If this is correct.... the difference in this amp being that between the input jack and the LDR-1.5mohm resistor, there is a mystery resistor that broke and which I replaced with a 100k resistor. No my question is should I ground the junction between the LDR, 1.5Mohm resistor and the mystery resistor using a separate wire to ground?

Here's a photo of the broken mystery resistor:

http://www.flickr.com/photos/73835524@N00/3356870910/
 
I tried grounding the junction between the 3 components but that only took a little cable hum away, the mid-bass pot hum is still present. So whatever that hum problem is, it has nothing to do with tube voltages, wrong LV or HV voltages or grounding problems. I also tried the "bad jack test" but that didn't change anything either.

though I'm wondering if the positive DC heater voltage point for V1 (pin 9) should be grounded?
 
I'm wondering if the positive DC heater voltage point for V1 (pin 9) should be grounded?

Is the pdf schematic that wrong ???

It shows the heaters are wired parallel @ 6VAC. Pin 9 of U1 should have about 3VAC measured to ground (half of the full heater voltage seen on pins 4/5 to 9).
 
Nope it's not wrong, well if you look at the last page of the official schematic you'll find that the AC heater line gets rectified to DC for the heaters on V1 (to provide a quieter first stage). The rectifying diodes in the schematic are designed with errors but it shows exactly how the heaters on V1 work, negative DC 3.2v to pins 4 & 5 and positive DC 3.2v to pin 9. What I needed to know is if pin 9 on V1 in your amp is grounded?

thanks
 
Ah, I see the DC for the U1 heater now, missed it before.

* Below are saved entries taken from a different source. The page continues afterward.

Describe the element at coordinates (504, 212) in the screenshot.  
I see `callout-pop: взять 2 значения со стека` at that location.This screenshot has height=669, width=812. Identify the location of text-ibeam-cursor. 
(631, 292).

I can can pull my chassis back out later today and check.

I'll check U1 Pin9 to ground resistance.

While it's out I'll check the DC heater voltages: 9 to ground and 4/5 to ground and how much AC ripple is on each as well.

It will be a few hours before I'll have time, so if there is anything else you want a reference measurement on let me know.
 
Well the only other thing I would like to know is if you get ground on the very left pin of the left LDR, the pin that is connected to the 1.5Mohm input resistor.

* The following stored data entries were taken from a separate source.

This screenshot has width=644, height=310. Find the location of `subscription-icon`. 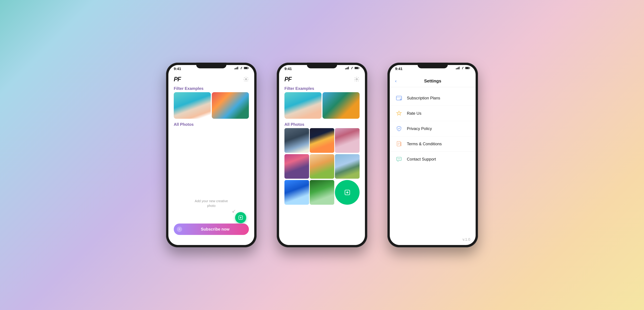

subscription-icon is located at coordinates (399, 98).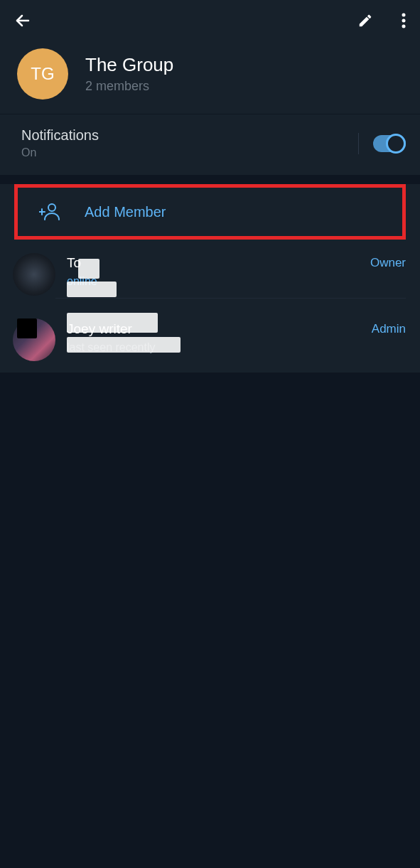 The height and width of the screenshot is (868, 420). I want to click on notifications-row: Notifications On, so click(210, 145).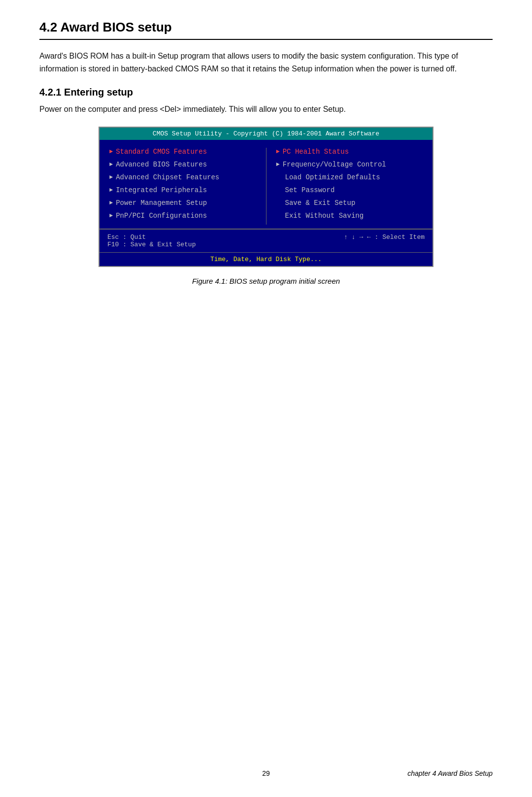 This screenshot has width=532, height=797. What do you see at coordinates (266, 30) in the screenshot?
I see `section-title: 4.2 Award BIOS setup` at bounding box center [266, 30].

thanks again for all your help
 
OK,

1. The 1.5MOhm/LDR junction : When I first measured it (nothing plugged into front panel input jack), I measured a little over 6 Ohms. Should be zero. Cleaned input jack with a little DeOxit and it went to zero.

2. Measured U1Pin9 resistance to ground. Measured about 700KOhms. Drained +/-3V filter caps. Measured resistance again and showed the normal capacitor charging behavior of very low resistance increasing with time. NO short pin 9 to ground.

3. Measured U1 heater voltages to ground with amp in stdby.

U1Pin9 to Gnd -> 3.07 VDC and 0.088VAC (88mVAC)
Pins 4/5 to Gnd -> 3.07 VDC and 0.083VAC (83mVAC)

Good Luck!
 
Thanks again for all the help, and sorry about taking your time away.... I still have no idea where the hum is coming from but I'm starting to think of the pots themselves but that would be really strange, I just changed both gain pots with original mesa replacements and that took away the crackle and unbalanced gain increase off the gain channel, but then this strange hum came out.... could also be the 120pf disc cap on the rhythm channel gain pot.